Outrage (as a Hook)
A mechanism that recruits moral anger — the sense that something is not just wrong but offensively, sharably wrong — to drive engagement. As a sub-tag it marks titles whose primary lever is indignation, the invitation to be furious on the right side.
If the outrage engine is the system, outrage-as-a-hook is the individual move — the specific title-level lever the system selects for. Molly Crockett's framing is the one I find most precise: digital environments don't merely carry our moral anger, they may amplify and accelerate it, because expressing outrage online costs less and pays more — in likes, in shares, in belonging — than expressing it ever did offline (Nature Human Behaviour, 2017).

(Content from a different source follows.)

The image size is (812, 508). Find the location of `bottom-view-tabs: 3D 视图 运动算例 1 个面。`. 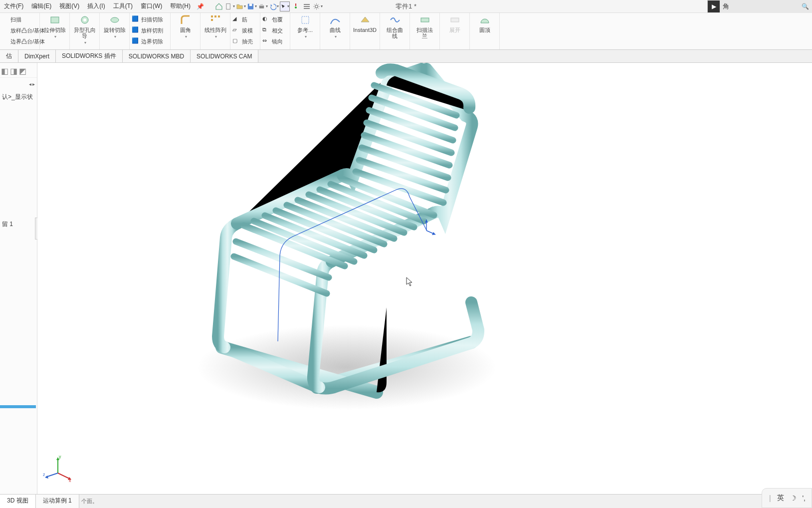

The mechanics show up in the data. Brady's network study found moralized-emotional language spreading measurably faster and farther, and notably staying within ideological groups — outrage bonds the like-minded while it travels (PNAS, 2017). A title that hooks on outrage isn't just provoking you; it's recruiting you into a side.
Here is the line I try hardest to hold honestly. The outrage is frequently justified. Real wrongs deserve real anger, and "calm down" is not a virtue when something genuinely warrants fury. The manipulation isn't the anger itself — it's the farming of it, the engineering of a title to harvest indignation as engagement regardless of whether the wrong is proportionate or even real.
The pause: am I angry because this is wrong, or because the title was built to make me angry? Sometimes both. Naming the lever doesn't dissolve the anger — it just keeps the anger yours.